The Memory Chalet stands apart from most memoirs. Written by Tony Judt, renowned British historian, best known for his work Postwar (2005), after becoming quadriplegic as a result of Lou Gehrig’s disease, the memoir began as a memory exercise meant to distract himself from the discomforts of insomnia. While lying in bed, Judt sifted through thoughts and memories until encountering people, events, or narratives he could “employ to divert [his] mind from the body in which it [was] encased.” Soon he discovered that whole stories started to emerge during these nighttime sessions. Unable to write, Judt used the mnemonic device known as the “memory palace” to store these recollections in his mind, though he opted to house them in the quainter, cozier Swiss chalet he remembered from childhood visits to the Alps. Only later did he dictate these stories to an assistant, resulting in the beautifully composed and insightful memoir of an indomitable historian.
The memoir spans Judt’s entire life, combining autobiography with social history. Each chapter focuses on a certain moment from his past, explains its significance, and situates it in the broader history of postwar Europe. For instance, his father’s obsessive compulsion to buy cars reflected the intrinsic nature of his generation (those born in the interwar years) to find solace in the individualism and freedom one experienced in driving on the freeways of postwar Europe, a sentiment Judt’s generation never quite shared. Judt also touches on various other memories from his childhood: living in austerity in postwar England, spending entire Saturdays exploring the London Underground, learning German from a terrifyingly misanthropic teacher everyone in school called Joe. Judt recounts each episode with remarkable ease and carefully explains the importance of each in his life. For example, Joe’s highly disciplined approach to learning German, however terrifying it might have been, helped Judt discover a method for learning languages, which came in handy when he decided to study Czech in his forties.
Londoners walk by the University College Hospital in 1948, where officials had to defuse an unexploded 2,500 lb. German bomb that originally fell in 1941. (Image courtesy of Wikimedia Commons)
The most interesting moments in his memoir come from Judt’s criticism of beliefs he held throughout his life. In his youth, he enthusiastically supported left-wing Zionism, spending three summers in the 1960s volunteering at an Israeli kibbutz and proselytizing Labour Zionism as an official of its youth movement. At the same time, Judt embraced Marxism and participated in the student-led revolutions of 1968 in London and Paris. However, communal life in the kibbutz strained his need for individualism and his experiences in the aftermath of the Six-Day War furthered his falling out with Zionism. Years later he would recant Marxism as well, stating that the real revolutions were happening in Prague and Warsaw. Both revolutions sought to topple the very ideology that Judt’s generation embraced. Distracted by grandiose theories of history, Judt concluded, they had “missed the boat.”
Piccadilly Circus, London, 1966 (Image courtesy of Wikimedia Commons)
The Memory Chalet offers a glimpse into Tony Judt’s development as an historian and as an exceptional thinker. Reading such a unique memoir will surely leave readers with a new appreciation for a greatly missed historian.
Jacob Troublefield is a fourth year History major. Last year he participated in the Normandy Scholars Program. He is currently working on his History Honors thesis about the Congo Reform Movement in Great Britain between 1895 and 1910. His thesis will focus on the various people who led the movement and their influence on the changing character of the movement.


ACTIVITY -> Go through the data below. Pull out every line that has the word "vertex".

Figure record listings:

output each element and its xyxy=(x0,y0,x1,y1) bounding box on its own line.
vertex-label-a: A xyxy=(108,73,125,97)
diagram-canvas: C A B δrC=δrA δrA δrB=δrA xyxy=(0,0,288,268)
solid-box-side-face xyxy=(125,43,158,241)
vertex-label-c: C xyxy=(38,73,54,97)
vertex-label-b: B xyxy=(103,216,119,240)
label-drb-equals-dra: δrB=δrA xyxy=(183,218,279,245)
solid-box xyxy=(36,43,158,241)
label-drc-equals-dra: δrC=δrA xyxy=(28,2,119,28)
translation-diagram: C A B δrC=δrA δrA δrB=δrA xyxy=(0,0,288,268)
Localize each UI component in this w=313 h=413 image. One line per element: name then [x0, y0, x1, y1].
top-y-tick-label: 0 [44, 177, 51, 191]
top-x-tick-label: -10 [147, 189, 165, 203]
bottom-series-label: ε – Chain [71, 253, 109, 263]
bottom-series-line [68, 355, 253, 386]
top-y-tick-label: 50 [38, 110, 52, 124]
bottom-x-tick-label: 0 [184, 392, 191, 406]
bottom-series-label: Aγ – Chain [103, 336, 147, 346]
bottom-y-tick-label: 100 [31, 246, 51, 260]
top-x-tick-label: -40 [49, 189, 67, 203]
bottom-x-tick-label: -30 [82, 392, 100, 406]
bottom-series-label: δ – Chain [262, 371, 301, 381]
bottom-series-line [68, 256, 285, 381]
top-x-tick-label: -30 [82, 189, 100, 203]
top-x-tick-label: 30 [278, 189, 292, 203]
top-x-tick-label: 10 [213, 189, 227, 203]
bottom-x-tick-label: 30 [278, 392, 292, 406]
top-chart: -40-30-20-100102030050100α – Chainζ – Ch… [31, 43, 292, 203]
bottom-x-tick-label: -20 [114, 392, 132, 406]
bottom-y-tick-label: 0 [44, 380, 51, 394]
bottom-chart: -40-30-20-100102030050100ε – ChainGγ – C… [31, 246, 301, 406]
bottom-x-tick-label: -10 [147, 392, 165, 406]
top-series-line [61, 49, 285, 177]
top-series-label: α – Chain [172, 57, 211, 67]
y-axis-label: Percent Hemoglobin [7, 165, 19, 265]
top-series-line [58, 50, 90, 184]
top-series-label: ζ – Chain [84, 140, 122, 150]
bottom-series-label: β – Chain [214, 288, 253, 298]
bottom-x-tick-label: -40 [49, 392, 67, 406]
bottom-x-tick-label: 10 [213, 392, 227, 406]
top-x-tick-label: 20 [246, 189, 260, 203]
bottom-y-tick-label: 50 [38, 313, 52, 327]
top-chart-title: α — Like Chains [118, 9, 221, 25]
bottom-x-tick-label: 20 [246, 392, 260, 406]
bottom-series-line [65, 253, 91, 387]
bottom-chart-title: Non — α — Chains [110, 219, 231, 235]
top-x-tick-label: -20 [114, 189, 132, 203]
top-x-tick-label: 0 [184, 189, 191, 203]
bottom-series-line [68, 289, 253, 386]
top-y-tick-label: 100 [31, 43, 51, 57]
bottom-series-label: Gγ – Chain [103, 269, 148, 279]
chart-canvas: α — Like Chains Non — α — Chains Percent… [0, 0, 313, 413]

OUTPUT OF THE TASK ->
vertex-label-a: A xyxy=(108,73,125,97)
vertex-label-c: C xyxy=(38,73,54,97)
vertex-label-b: B xyxy=(103,216,119,240)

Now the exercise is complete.